Abstract

This paper is concerned with endgame guidance and relative navigation of strategic missiles equipped with divert thrusters to intercept nonmaneuvering reentry vehicles. The paper has three objectives: 1) demonstrate superiority of predictive guidance to pulsed proportional navigation guidance; 2) devise compensation for a onesample delay in arrival of line-of-sight (LOS) angle measurements at Kalman-filter module and another one-sample delay in communication of LOS rate estimates to the guidance module; and 3) develop a Kalman filter insensitive to modeling errors for relative navigation. A hybrid Kalman filter is developed for relative navigation with angle measurements—hybrid because relative position and velocity vectors are propagated in Cartesian coordinates, whereas the error covariance is propagated, and updated at the time of measurement, in spherical coordinates. For spherical computations, a time-to-go dependent transition matrix and a time-to-go dependent process noise matrix are formulated. It is shown that these time-to-go dependent matrices reduce the miss distance and its sensitivity to modeling errors. With this Kalman filter, it is shown that the closed-loop predictive guidance yields smaller miss distance, consumes less fuel, and requires fewer divert firings than the pulsed proportional navigation guidance does. The delay compensation is accomplished in two steps: first, the high-frequency stream of ∆V measurements from an accelerometer is stored and synchronized with the delayed LOS angle measurement from the seeker; second, the delayed LOS rate estimate from the Kalman filter is propagated forward using the measured ∆V that transpires during the delay. The miss distance of the zero-delay level and robustness to modeling errors is shown to be almost recovered.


Could the lines from the start of the data through the line with "Image is 703x384 pixels." be set down exactly, with no pictures among them?
***** Extracted information
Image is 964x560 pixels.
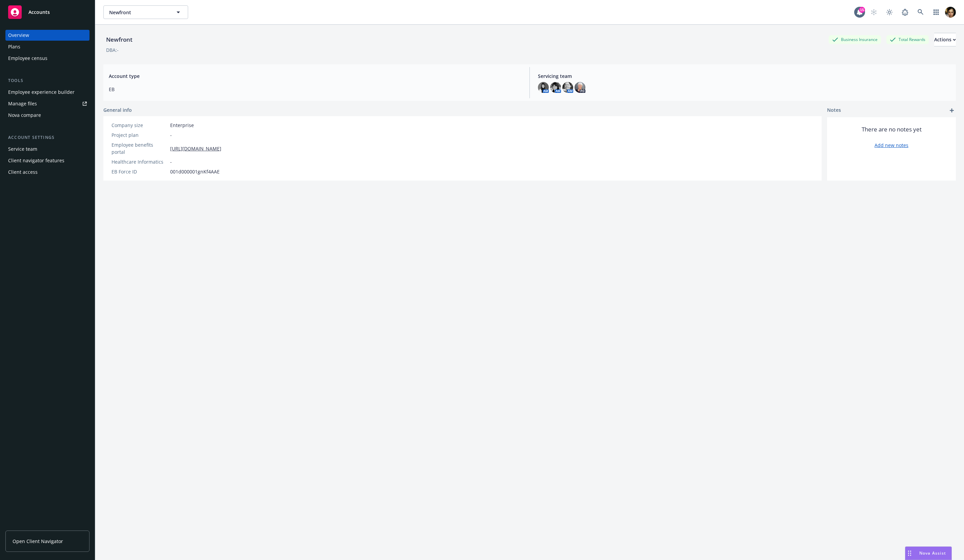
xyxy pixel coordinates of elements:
[29,9,49,15] span: Accounts
[874,141,909,149] a: Add new notes
[859,7,865,13] div: 15
[170,132,171,139] span: -
[5,155,89,166] a: Client navigator features
[109,9,167,16] span: Newfront
[905,547,914,559] div: Drag to move
[5,77,89,84] div: Tools
[5,41,89,52] a: Plans
[828,35,881,44] div: Business Insurance
[111,122,167,129] div: Company size
[111,141,167,155] div: Employee benefits portal
[5,135,89,141] div: Account settings
[5,3,89,22] a: Accounts
[898,5,912,19] a: Report a Bug
[111,132,167,139] div: Project plan
[8,155,64,166] div: Client navigator features
[5,30,89,41] a: Overview
[109,85,521,93] span: EB
[170,122,194,129] span: Enterprise
[170,158,171,165] span: -
[103,107,132,113] span: General info
[883,5,896,19] a: Toggle theme
[13,537,63,545] span: Open Client Navigator
[103,35,135,45] div: Newfront
[8,98,37,109] div: Manage files
[574,82,585,93] img: photo
[919,550,945,556] span: Nova Assist
[103,5,188,19] button: Newfront
[867,5,881,19] a: Start snowing
[550,82,561,93] img: photo
[5,143,89,154] a: Service team
[929,5,943,19] a: Switch app
[947,107,955,115] a: add
[8,87,75,97] div: Employee experience builder
[5,110,89,121] a: Nova compare
[905,547,951,560] button: Nova Assist
[170,145,221,152] a: [URL][DOMAIN_NAME]
[945,7,955,18] img: photo
[5,53,89,63] a: Employee census
[111,158,167,165] div: Healthcare Informatics
[886,35,928,44] div: Total Rewards
[8,41,21,52] div: Plans
[5,167,89,177] a: Client access
[861,125,921,134] span: There are no notes yet
[8,143,37,154] div: Service team
[562,82,573,93] img: photo
[106,47,119,53] div: DBA: -
[111,168,167,175] div: EB Force ID
[934,33,955,47] button: Actions
[8,167,38,177] div: Client access
[827,107,841,115] span: Notes
[8,53,48,63] div: Employee census
[537,82,549,93] img: photo
[5,98,89,109] a: Manage files
[8,110,41,121] div: Nova compare
[537,73,950,79] span: Servicing team
[8,30,29,41] div: Overview
[5,87,89,97] a: Employee experience builder
[914,5,927,19] a: Search
[109,73,521,79] span: Account type
[170,168,220,175] span: 001d000001gnKf4AAE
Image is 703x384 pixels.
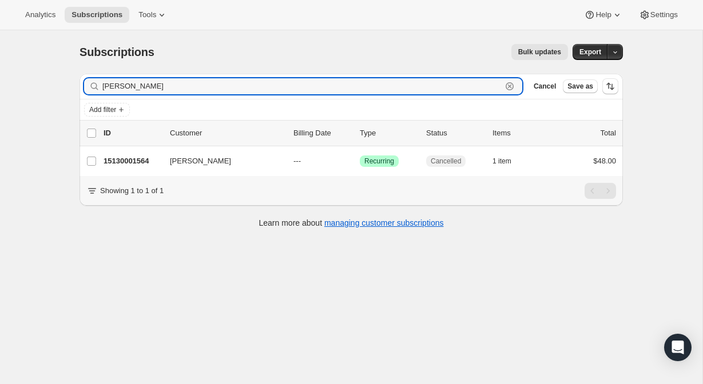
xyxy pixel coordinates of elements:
[534,82,556,91] span: Cancel
[72,10,122,19] span: Subscriptions
[138,10,156,19] span: Tools
[563,80,598,93] button: Save as
[493,128,550,139] div: Items
[596,10,611,19] span: Help
[577,7,629,23] button: Help
[294,157,301,165] span: ---
[493,153,524,169] button: 1 item
[602,78,618,94] button: Sort the results
[568,82,593,91] span: Save as
[426,128,483,139] p: Status
[324,219,444,228] a: managing customer subscriptions
[431,157,461,166] span: Cancelled
[529,80,561,93] button: Cancel
[84,103,130,117] button: Add filter
[259,217,444,229] p: Learn more about
[511,44,568,60] button: Bulk updates
[65,7,129,23] button: Subscriptions
[104,128,616,139] div: IDCustomerBilling DateTypeStatusItemsTotal
[360,128,417,139] div: Type
[593,157,616,165] span: $48.00
[504,81,515,92] button: Clear
[664,334,692,362] div: Open Intercom Messenger
[294,128,351,139] p: Billing Date
[170,128,284,139] p: Customer
[80,46,154,58] span: Subscriptions
[170,156,231,167] span: [PERSON_NAME]
[573,44,608,60] button: Export
[25,10,55,19] span: Analytics
[601,128,616,139] p: Total
[102,78,502,94] input: Filter subscribers
[364,157,394,166] span: Recurring
[651,10,678,19] span: Settings
[104,156,161,167] p: 15130001564
[493,157,511,166] span: 1 item
[518,47,561,57] span: Bulk updates
[580,47,601,57] span: Export
[18,7,62,23] button: Analytics
[163,152,277,170] button: [PERSON_NAME]
[104,153,616,169] div: 15130001564[PERSON_NAME]---SuccessRecurringCancelled1 item$48.00
[89,105,116,114] span: Add filter
[100,185,164,197] p: Showing 1 to 1 of 1
[104,128,161,139] p: ID
[632,7,685,23] button: Settings
[132,7,175,23] button: Tools
[585,183,616,199] nav: Pagination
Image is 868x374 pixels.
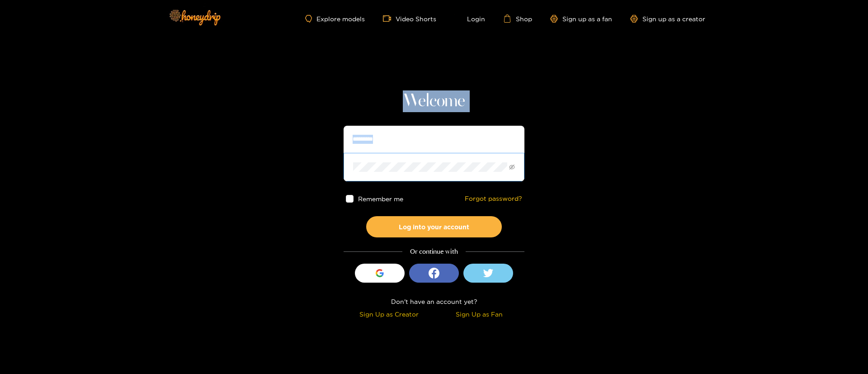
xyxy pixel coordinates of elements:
[382,15,436,22] a: Video Shorts
[454,15,485,22] a: Login
[382,15,396,22] span: video-camera
[509,164,514,170] span: eye-invisible
[358,195,403,203] span: Remember me
[366,216,502,237] button: Log into your account
[503,15,532,22] a: Shop
[550,15,612,22] a: Sign up as a fan
[630,15,705,22] a: Sign up as a creator
[343,91,524,112] h1: Welcome
[343,296,524,306] div: Don't have an account yet?
[436,309,522,319] div: Sign Up as Fan
[305,15,365,22] a: Explore models
[465,195,522,203] a: Forgot password?
[343,246,524,257] div: Or continue with
[345,309,431,319] div: Sign Up as Creator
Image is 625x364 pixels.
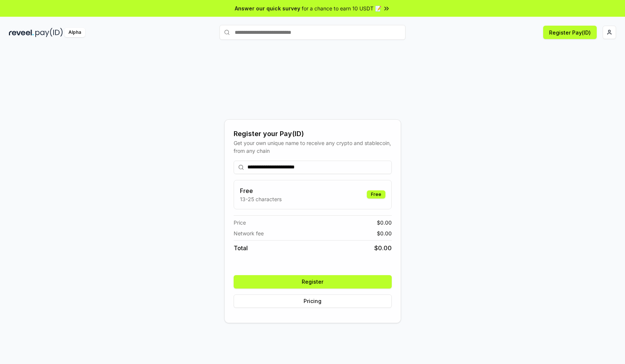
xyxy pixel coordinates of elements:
button: Register Pay(ID) [543,26,596,39]
img: reveel_dark [9,28,34,37]
img: pay_id [35,28,63,37]
span: Price [233,218,246,226]
div: Alpha [65,28,85,37]
div: Register your Pay(ID) [233,128,392,139]
div: Free [367,190,385,199]
button: Pricing [233,294,392,308]
div: Get your own unique name to receive any crypto and stablecoin, from any chain [233,139,392,155]
span: Network fee [233,229,264,237]
h3: Free [240,186,282,195]
span: Answer our quick survey [235,4,300,12]
span: Total [233,243,248,252]
span: $ 0.00 [374,243,392,252]
span: for a chance to earn 10 USDT 📝 [302,4,382,12]
span: $ 0.00 [377,229,392,237]
span: $ 0.00 [377,218,392,226]
button: Register [233,275,392,289]
p: 13-25 characters [240,195,282,203]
**********
_Worked solution_:
Image is 964x560 pixels.
xyxy pixel coordinates of elements:
[29,9,49,15] span: Accounts
[874,141,909,149] a: Add new notes
[859,7,865,13] div: 15
[170,132,171,139] span: -
[5,155,89,166] a: Client navigator features
[109,9,167,16] span: Newfront
[905,547,914,559] div: Drag to move
[5,77,89,84] div: Tools
[5,41,89,52] a: Plans
[828,35,881,44] div: Business Insurance
[111,122,167,129] div: Company size
[111,141,167,155] div: Employee benefits portal
[5,135,89,141] div: Account settings
[5,3,89,22] a: Accounts
[898,5,912,19] a: Report a Bug
[111,132,167,139] div: Project plan
[8,155,64,166] div: Client navigator features
[5,30,89,41] a: Overview
[109,85,521,93] span: EB
[170,122,194,129] span: Enterprise
[170,158,171,165] span: -
[103,107,132,113] span: General info
[883,5,896,19] a: Toggle theme
[13,537,63,545] span: Open Client Navigator
[103,35,135,45] div: Newfront
[8,98,37,109] div: Manage files
[574,82,585,93] img: photo
[919,550,945,556] span: Nova Assist
[103,5,188,19] button: Newfront
[867,5,881,19] a: Start snowing
[550,82,561,93] img: photo
[5,143,89,154] a: Service team
[929,5,943,19] a: Switch app
[947,107,955,115] a: add
[8,87,75,97] div: Employee experience builder
[5,110,89,121] a: Nova compare
[905,547,951,560] button: Nova Assist
[170,145,221,152] a: [URL][DOMAIN_NAME]
[945,7,955,18] img: photo
[5,53,89,63] a: Employee census
[111,158,167,165] div: Healthcare Informatics
[886,35,928,44] div: Total Rewards
[8,41,21,52] div: Plans
[5,167,89,177] a: Client access
[861,125,921,134] span: There are no notes yet
[8,143,37,154] div: Service team
[562,82,573,93] img: photo
[106,47,119,53] div: DBA: -
[111,168,167,175] div: EB Force ID
[934,33,955,47] button: Actions
[8,167,38,177] div: Client access
[827,107,841,115] span: Notes
[8,53,48,63] div: Employee census
[537,82,549,93] img: photo
[5,98,89,109] a: Manage files
[8,110,41,121] div: Nova compare
[537,73,950,79] span: Servicing team
[8,30,29,41] div: Overview
[5,87,89,97] a: Employee experience builder
[914,5,927,19] a: Search
[109,73,521,79] span: Account type
[170,168,220,175] span: 001d000001gnKf4AAE
Image is 703x384 pixels.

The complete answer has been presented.